You might as well argue with an avalanche, so I dumped mine down my throat, too, though I didn’t enjoy it nearly as much as Enos Walker had.
“Set us up again, bartender,” he said, “then I want to have a word with somebody who knew that fuckin’ Duval.”
The bartender’s hand shook a little this time as he poured, then he rubbed his sweaty head as if it had suddenly sprouted hair. “Ah, Mr. Duval ain’t been here for some time…”
“I just been in jail, motherfucker,” the big guy said as he held up his second bundle of whiskey, “not on the moon. Who the hell’s in charge these days? Either Duval’s buddies or that fuckin’ silver-haired bitch —”

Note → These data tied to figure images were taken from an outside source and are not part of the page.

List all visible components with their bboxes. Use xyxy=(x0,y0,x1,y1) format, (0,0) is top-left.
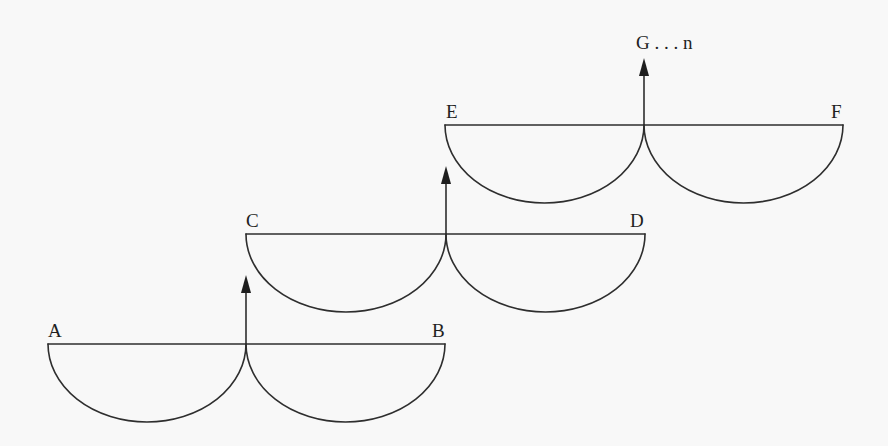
right-arc-cd xyxy=(446,234,645,312)
arrow-up-icon xyxy=(241,275,251,293)
label-a: A xyxy=(48,321,62,340)
left-arc-ef xyxy=(445,125,644,203)
label-g-to-n: G . . . n xyxy=(636,33,692,52)
label-d: D xyxy=(630,211,644,230)
label-f: F xyxy=(831,102,842,121)
right-arc-ef xyxy=(644,125,843,203)
label-b: B xyxy=(432,321,445,340)
unit-ef xyxy=(445,58,843,203)
label-c: C xyxy=(246,211,259,230)
left-arc-cd xyxy=(246,234,446,312)
arrow-up-icon xyxy=(441,166,451,184)
unit-ab xyxy=(48,275,445,422)
arrow-up-icon xyxy=(639,58,649,76)
label-e: E xyxy=(446,102,458,121)
right-arc-ab xyxy=(246,344,445,422)
diagram-canvas: A B C D E F G . . . n xyxy=(0,0,888,446)
left-arc-ab xyxy=(48,344,246,422)
unit-cd xyxy=(246,166,645,312)
chain-diagram xyxy=(0,0,888,446)
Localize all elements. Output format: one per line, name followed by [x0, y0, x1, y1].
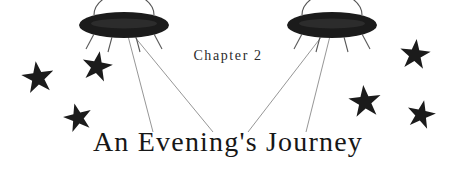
star-right-outer: [405, 97, 439, 129]
chapter-label: Chapter 2: [0, 48, 456, 64]
chapter-title: An Evening's Journey: [0, 126, 456, 158]
ufo-right: [287, 0, 377, 52]
star-left-outer: [20, 59, 56, 94]
chapter-header: Chapter 2 An Evening's Journey: [0, 0, 456, 170]
star-right-middle: [347, 83, 382, 117]
ufo-left: [79, 0, 169, 52]
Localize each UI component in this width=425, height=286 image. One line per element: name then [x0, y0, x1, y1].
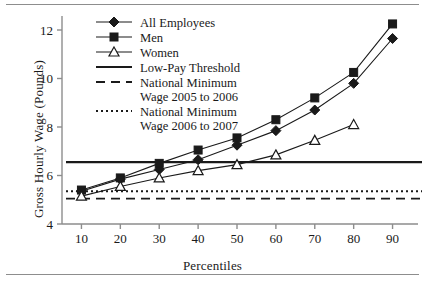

“Mandy Rae?” the bartender interrupted, then snapped his mouth shut as if the name hurt his teeth.
“— one of ‘em owes me big-time, chubby.”
“I don’t rightly know nothin’ ‘bout that,” the bartender said.
“Well, who the hell you reckon might know,” Walker said, leaning easily over the bar and burying his index finger to the first joint in the bartender’s pudgy chest, “Mr. Fucking Pillsbury Doughboy?”

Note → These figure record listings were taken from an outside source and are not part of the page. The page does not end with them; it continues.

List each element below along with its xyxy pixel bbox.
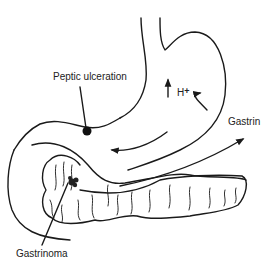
peptic-ulceration-leader	[80, 87, 86, 128]
acid-flow-arrow	[112, 132, 167, 150]
h-plus-sup: +	[184, 86, 189, 96]
h-plus-label: H+	[177, 86, 190, 98]
peptic-ulceration-label: Peptic ulceration	[53, 71, 127, 82]
gastrin-release-arrow	[120, 139, 243, 186]
stomach-lesser-curvature	[14, 118, 120, 150]
duodenum-outer	[8, 150, 70, 240]
gastrin-to-acid-arrow	[195, 93, 207, 110]
gastrinoma-tumor	[68, 176, 79, 187]
esophagus-left-wall	[120, 18, 146, 118]
pancreas-outline	[43, 155, 247, 223]
ulcer-dot	[83, 127, 92, 136]
gastrinoma-diagram	[0, 0, 274, 271]
gastrinoma-label: Gastrinoma	[16, 248, 68, 259]
gastrin-label: Gastrin	[228, 116, 260, 127]
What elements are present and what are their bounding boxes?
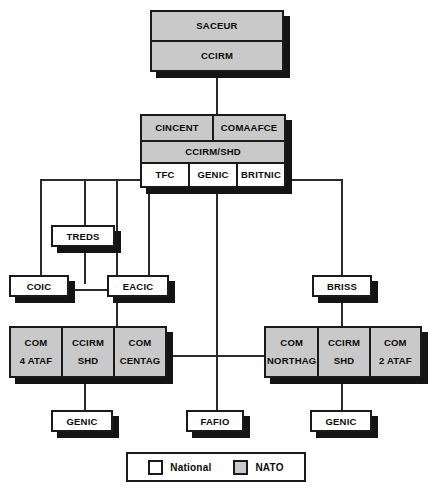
legend-label-national: National <box>170 462 211 473</box>
northag-group-box[interactable]: COM NORTHAG CCIRM SHD COM 2 ATAF <box>264 326 422 378</box>
fafio-label: FAFIO <box>188 412 242 430</box>
treds-box[interactable]: TREDS <box>51 225 115 247</box>
saceur-ccirm-label: CCIRM <box>201 51 233 62</box>
connector-saceur-to-cincent <box>216 72 218 114</box>
centag-group-box[interactable]: COM 4 ATAF CCIRM SHD COM CENTAG <box>9 326 167 378</box>
cincent-label: CINCENT <box>155 123 199 134</box>
ccirm-shd-label: CCIRM/SHD <box>185 147 241 158</box>
northag-row: COM NORTHAG CCIRM SHD COM 2 ATAF <box>266 328 420 376</box>
connector-drop-genic-left <box>84 384 86 410</box>
legend-swatch-nato <box>233 460 248 475</box>
cincent-cell[interactable]: CINCENT <box>142 116 212 140</box>
com-2ataf-sub: 2 ATAF <box>379 356 412 367</box>
com-centag-cell[interactable]: COM CENTAG <box>113 328 165 376</box>
genic-left-label: GENIC <box>53 412 111 430</box>
ccirm-shd-right-sub: SHD <box>334 356 355 367</box>
genic-center-label: GENIC <box>197 170 228 181</box>
tfc-cell[interactable]: TFC <box>142 164 188 186</box>
saceur-box[interactable]: SACEUR CCIRM <box>150 10 284 72</box>
cincent-row-national-cells: TFC GENIC BRITNIC <box>142 162 284 186</box>
saceur-label: SACEUR <box>196 21 237 32</box>
com-2ataf-main: COM <box>384 338 407 349</box>
saceur-row-0: SACEUR <box>152 12 282 40</box>
com-2ataf-cell[interactable]: COM 2 ATAF <box>369 328 420 376</box>
fafio-box[interactable]: FAFIO <box>186 410 244 432</box>
legend-swatch-national <box>148 460 163 475</box>
com-centag-main: COM <box>129 338 152 349</box>
com-northag-sub: NORTHAG <box>267 356 316 367</box>
connector-bus-left <box>40 179 150 181</box>
com-4ataf-main: COM <box>25 338 48 349</box>
com-4ataf-sub: 4 ATAF <box>20 356 53 367</box>
coic-label: COIC <box>11 277 67 295</box>
org-chart-diagram: SACEUR CCIRM CINCENT COMAAFCE CCIRM/SHD <box>0 0 432 494</box>
britnic-cell[interactable]: BRITNIC <box>236 164 284 186</box>
connector-drop-coic <box>40 179 42 275</box>
britnic-label: BRITNIC <box>241 170 281 181</box>
connector-drop-treds-left <box>84 179 86 225</box>
legend-label-nato: NATO <box>255 462 283 473</box>
comaafce-label: COMAAFCE <box>221 123 278 134</box>
ccirm-shd-right-main: CCIRM <box>328 338 360 349</box>
ccirm-shd-left-sub: SHD <box>78 356 99 367</box>
genic-right-label: GENIC <box>312 412 370 430</box>
saceur-cell-title: SACEUR <box>152 12 282 40</box>
legend: National NATO <box>126 452 306 482</box>
cincent-row-commanders: CINCENT COMAAFCE <box>142 116 284 140</box>
connector-center-to-northag <box>216 355 264 357</box>
com-4ataf-cell[interactable]: COM 4 ATAF <box>11 328 61 376</box>
com-northag-cell[interactable]: COM NORTHAG <box>266 328 317 376</box>
connector-treds-stub-left <box>84 252 86 284</box>
tfc-label: TFC <box>155 170 174 181</box>
legend-entry-nato: NATO <box>233 460 283 475</box>
ccirm-shd-cell[interactable]: CCIRM/SHD <box>142 142 284 162</box>
centag-row: COM 4 ATAF CCIRM SHD COM CENTAG <box>11 328 165 376</box>
briss-label: BRISS <box>314 277 370 295</box>
connector-center-spine <box>216 188 218 410</box>
top-caption-fragment <box>0 0 432 8</box>
cincent-group-box[interactable]: CINCENT COMAAFCE CCIRM/SHD TFC GENIC BRI… <box>140 114 286 188</box>
connector-drop-genic-right <box>341 384 343 410</box>
saceur-row-1: CCIRM <box>152 40 282 70</box>
legend-entry-national: National <box>148 460 211 475</box>
comaafce-cell[interactable]: COMAAFCE <box>212 116 284 140</box>
briss-box[interactable]: BRISS <box>312 275 372 297</box>
eacic-label: EACIC <box>109 277 167 295</box>
com-northag-main: COM <box>280 338 303 349</box>
connector-centag-to-center <box>172 355 218 357</box>
coic-box[interactable]: COIC <box>9 275 69 297</box>
genic-center-cell[interactable]: GENIC <box>188 164 236 186</box>
ccirm-shd-right-cell[interactable]: CCIRM SHD <box>317 328 368 376</box>
treds-label: TREDS <box>53 227 113 245</box>
saceur-cell-ccirm: CCIRM <box>152 42 282 70</box>
com-centag-sub: CENTAG <box>120 356 161 367</box>
connector-drop-briss <box>341 179 343 275</box>
connector-bus-right <box>283 179 343 181</box>
cincent-row-ccirm-shd: CCIRM/SHD <box>142 140 284 162</box>
ccirm-shd-left-cell[interactable]: CCIRM SHD <box>61 328 113 376</box>
genic-left-box[interactable]: GENIC <box>51 410 113 432</box>
ccirm-shd-left-main: CCIRM <box>72 338 104 349</box>
genic-right-box[interactable]: GENIC <box>310 410 372 432</box>
eacic-box[interactable]: EACIC <box>107 275 169 297</box>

“Ah, maybe Mr. Long knows,” he answered with a tortured sigh.
“Billy Long? I remember that redneck piece of shit. Where is he?”
“He’s in the office,” the bartender said, thumbing over his shoulder, “but I don’t think he wants to be bothered right now.”
“No bother,” Enos Walker said, then gunned his drink and headed around the bar.
The bartender mopped his head with a bar towel, chugged a bubbling drink straight from the bottle, then sighed deeply as his right hand drifted under the counter. I reached over to pinch his snotty upper lip. Hard.
“What have you got under there?”
“Sawed-off double twelve,” the bartender whimpered as the whiskey courage squirted out of him like puppy piss.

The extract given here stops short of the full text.